Oriental Elegy

1996, 45 min., colour, Betacam SP, PAL, Stereo

North Foundation
NHK
Lenfilm
SONY Corporation

scenario: A. Sokurov
camera: A. Fedorov, Y.Kawabata
sound: S. Moshkov
art director: V. Zelinskaya




Special thanks to Hiroko Kodjima.

“…What a strange dream; the outlines of the houses ooze through the mist. They huddle together, rocking with the light wave — and it begins to seem that all this town is a small island, drifting in the space of the immense Ocean…”

Alexander Sokurov (from the author's annotation)


“…Weeks, spent in Japan, when we worked at our “Oriental Elegy,” seem today something improbable and unreal. When I remember those days now, I am afraid, understanding how great the risk was — the risk to fall down and break… The mountain which I decided to climb was too high. Besides, the ascend was made at the most unfavourable time and along the steepest slope. How much was it my merit, that the ascent was performed — and more or less successfully? It is mine, concerning only the reckless resolution with which I started. But it is mostly the success of my good friends from Japan, who believed me, helped me selflessly and directed me. My Japanese friends were kind, affectionate, disinterested, patient, tolerant — the very Japanese, whom I love dearly; and luckily, I cannot even imagine the Japanese otherwise.

When the picture of a small Japanese town on a misty island was being created wonderfully by a human hand, I did not bother myself asking, what town it was, where, in what country it was situated. I tried to reconstruct the Feeling of Sorrow on the screen. “Oriental Elegy” is an attempt to find the sources of the very Image itself, an attempt to find them beyond the Painting, beyond the Literature. By this attempt the Image is being born inside the practical experience of Image.”

Alexander Sokurov (from a letter to Hideki Mayeda)

“Oriental Elegy” is the first piece of the Japanese video cycle, the creation of which is still going on. The genre of this cycle can hardly be considered as documentary; perhaps only because the real people are represented there in their normal conditions and surroundings.

They are simple people, but you could not call them neither ordinary or typical for modern Japan. Their marginality lies not in the adherence to same old–fashioned patterns, routine and couleur local, but in a special tune of soul, where poetry and mythology — national and all–human — mean more than tokens of contemporary reality. In fact, the filmmaker, shooting the old people in the neglected interiors of the Japanese national lodgings, creates of the alien dead.

Routine an unending poetical myth, especially keenly perceived by a European. Sokurov dips his characters into it like into some other space, where any “beyond the things” question is appropriate and intelligible much more than ordinary reality's details. Sokurov mythologises everything: those people themselves, their particular, always tragic fates and his mission of a modern Virgil.

The film–maker opposes to the wide–spread TV–genre with his own unique experience of plunging into a culture, where East and West are only different facets of something united and single.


#### Brief:
From the records below, copy every line that contains the word "Output".

### Task material ###

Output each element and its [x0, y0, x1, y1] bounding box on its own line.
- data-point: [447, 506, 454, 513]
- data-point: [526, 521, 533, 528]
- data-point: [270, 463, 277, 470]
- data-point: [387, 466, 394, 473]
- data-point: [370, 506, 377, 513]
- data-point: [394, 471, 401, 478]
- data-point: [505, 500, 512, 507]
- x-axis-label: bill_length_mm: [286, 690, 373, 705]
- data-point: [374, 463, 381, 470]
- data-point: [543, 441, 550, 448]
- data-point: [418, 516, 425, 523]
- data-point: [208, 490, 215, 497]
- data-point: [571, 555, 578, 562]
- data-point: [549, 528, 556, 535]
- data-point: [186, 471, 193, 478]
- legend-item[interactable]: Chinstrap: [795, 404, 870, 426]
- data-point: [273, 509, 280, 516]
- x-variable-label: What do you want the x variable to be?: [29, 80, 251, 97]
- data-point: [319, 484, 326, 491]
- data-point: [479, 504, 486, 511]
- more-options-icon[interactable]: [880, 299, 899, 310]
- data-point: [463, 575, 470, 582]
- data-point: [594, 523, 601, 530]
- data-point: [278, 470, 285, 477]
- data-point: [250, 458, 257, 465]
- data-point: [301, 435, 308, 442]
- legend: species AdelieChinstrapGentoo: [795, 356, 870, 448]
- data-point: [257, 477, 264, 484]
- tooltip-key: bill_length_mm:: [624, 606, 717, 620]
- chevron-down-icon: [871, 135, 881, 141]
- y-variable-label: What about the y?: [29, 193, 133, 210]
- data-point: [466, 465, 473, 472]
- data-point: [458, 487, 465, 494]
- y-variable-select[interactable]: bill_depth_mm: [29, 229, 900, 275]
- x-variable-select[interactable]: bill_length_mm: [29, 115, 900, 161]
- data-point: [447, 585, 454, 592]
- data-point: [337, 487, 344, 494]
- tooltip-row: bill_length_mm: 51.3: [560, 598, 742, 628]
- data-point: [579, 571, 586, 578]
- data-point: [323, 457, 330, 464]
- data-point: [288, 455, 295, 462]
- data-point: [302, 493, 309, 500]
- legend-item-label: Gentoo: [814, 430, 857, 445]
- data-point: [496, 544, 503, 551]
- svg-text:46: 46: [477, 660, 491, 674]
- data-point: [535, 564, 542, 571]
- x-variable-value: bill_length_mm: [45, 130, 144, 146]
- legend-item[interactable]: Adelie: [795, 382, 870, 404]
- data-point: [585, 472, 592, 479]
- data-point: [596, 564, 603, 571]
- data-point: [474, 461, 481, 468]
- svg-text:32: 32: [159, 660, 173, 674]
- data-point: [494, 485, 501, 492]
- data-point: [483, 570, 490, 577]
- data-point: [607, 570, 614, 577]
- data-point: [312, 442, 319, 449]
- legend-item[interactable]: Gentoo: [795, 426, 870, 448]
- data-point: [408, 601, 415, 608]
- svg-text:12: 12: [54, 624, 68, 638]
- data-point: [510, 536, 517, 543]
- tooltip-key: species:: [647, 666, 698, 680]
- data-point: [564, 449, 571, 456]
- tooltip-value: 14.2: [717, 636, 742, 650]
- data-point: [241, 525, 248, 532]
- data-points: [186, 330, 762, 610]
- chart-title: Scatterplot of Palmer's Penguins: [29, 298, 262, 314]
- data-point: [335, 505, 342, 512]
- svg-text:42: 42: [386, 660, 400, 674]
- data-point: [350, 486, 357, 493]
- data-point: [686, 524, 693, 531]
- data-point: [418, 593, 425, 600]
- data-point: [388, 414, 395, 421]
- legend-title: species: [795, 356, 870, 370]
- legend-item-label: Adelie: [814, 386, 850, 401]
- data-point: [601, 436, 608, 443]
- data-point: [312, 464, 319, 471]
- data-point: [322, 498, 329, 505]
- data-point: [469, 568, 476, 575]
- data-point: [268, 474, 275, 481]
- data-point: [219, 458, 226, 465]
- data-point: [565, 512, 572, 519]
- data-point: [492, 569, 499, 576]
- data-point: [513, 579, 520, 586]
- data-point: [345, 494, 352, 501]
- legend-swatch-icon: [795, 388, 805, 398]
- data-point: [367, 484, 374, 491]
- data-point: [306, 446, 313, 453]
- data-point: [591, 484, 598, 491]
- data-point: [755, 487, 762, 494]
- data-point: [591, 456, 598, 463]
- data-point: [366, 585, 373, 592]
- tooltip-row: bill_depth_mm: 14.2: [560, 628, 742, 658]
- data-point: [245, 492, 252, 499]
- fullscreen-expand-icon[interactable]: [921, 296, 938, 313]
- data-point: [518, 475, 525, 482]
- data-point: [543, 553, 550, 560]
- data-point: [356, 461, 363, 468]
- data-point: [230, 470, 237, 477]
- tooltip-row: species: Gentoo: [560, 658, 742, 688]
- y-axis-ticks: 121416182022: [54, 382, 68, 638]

###
### Task material ###

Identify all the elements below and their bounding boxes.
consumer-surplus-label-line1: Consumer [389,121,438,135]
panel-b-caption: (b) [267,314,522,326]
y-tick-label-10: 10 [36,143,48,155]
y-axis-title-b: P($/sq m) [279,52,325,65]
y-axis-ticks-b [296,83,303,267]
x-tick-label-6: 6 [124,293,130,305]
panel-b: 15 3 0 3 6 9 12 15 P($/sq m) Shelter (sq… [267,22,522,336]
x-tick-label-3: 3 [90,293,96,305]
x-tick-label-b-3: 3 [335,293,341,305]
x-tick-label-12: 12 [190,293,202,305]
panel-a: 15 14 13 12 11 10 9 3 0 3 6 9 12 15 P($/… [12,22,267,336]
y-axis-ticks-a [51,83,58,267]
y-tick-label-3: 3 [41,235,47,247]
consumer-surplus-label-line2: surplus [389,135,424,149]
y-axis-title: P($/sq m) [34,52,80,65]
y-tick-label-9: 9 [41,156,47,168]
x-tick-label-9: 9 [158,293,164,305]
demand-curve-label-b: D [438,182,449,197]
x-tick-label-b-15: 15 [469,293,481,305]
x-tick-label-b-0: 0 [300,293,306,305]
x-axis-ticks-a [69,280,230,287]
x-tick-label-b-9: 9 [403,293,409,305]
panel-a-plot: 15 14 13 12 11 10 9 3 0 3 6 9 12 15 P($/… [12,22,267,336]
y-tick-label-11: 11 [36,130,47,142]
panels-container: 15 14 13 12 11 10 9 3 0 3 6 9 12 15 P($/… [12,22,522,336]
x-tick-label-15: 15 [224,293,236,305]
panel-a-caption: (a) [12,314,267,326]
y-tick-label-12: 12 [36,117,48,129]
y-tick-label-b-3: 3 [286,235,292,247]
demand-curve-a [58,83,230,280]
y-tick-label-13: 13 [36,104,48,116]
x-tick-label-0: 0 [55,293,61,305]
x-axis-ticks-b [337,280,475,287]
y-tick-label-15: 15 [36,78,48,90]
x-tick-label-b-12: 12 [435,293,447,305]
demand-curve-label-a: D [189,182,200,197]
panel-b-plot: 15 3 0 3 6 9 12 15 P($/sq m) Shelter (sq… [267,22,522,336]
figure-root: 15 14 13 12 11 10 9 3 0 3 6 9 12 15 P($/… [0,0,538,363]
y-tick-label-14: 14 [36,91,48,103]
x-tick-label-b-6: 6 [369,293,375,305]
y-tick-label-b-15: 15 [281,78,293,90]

###
### Task material ###

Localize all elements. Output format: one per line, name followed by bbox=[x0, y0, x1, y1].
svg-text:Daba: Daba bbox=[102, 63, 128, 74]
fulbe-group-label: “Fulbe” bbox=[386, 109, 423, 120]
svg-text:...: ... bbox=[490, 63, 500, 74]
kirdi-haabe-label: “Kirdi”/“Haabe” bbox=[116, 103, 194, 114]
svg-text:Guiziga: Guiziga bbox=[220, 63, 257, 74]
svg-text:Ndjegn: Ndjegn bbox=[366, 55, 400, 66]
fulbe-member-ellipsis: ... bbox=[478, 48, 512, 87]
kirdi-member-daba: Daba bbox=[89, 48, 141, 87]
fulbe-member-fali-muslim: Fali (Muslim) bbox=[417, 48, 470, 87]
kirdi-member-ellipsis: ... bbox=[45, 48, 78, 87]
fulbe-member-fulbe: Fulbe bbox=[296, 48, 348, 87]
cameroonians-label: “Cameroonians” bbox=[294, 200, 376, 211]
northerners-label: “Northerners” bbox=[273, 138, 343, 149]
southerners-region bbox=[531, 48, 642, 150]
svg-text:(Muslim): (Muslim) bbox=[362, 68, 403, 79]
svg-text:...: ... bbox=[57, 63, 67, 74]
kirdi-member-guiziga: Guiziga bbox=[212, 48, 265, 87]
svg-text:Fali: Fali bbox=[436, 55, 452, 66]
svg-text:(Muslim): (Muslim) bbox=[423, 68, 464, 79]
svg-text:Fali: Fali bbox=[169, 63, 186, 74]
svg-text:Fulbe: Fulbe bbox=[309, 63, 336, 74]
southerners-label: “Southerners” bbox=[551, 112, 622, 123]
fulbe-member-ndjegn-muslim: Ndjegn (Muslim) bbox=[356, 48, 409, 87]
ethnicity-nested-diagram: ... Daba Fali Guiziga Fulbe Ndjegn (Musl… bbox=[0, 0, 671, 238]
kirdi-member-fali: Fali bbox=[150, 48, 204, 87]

###

#### Result of the task:
Output each element and its [x0, y0, x1, y1] bounding box on its own line.
Localize all elements. Output format: one per line, name followed by bbox=[x0, y0, x1, y1].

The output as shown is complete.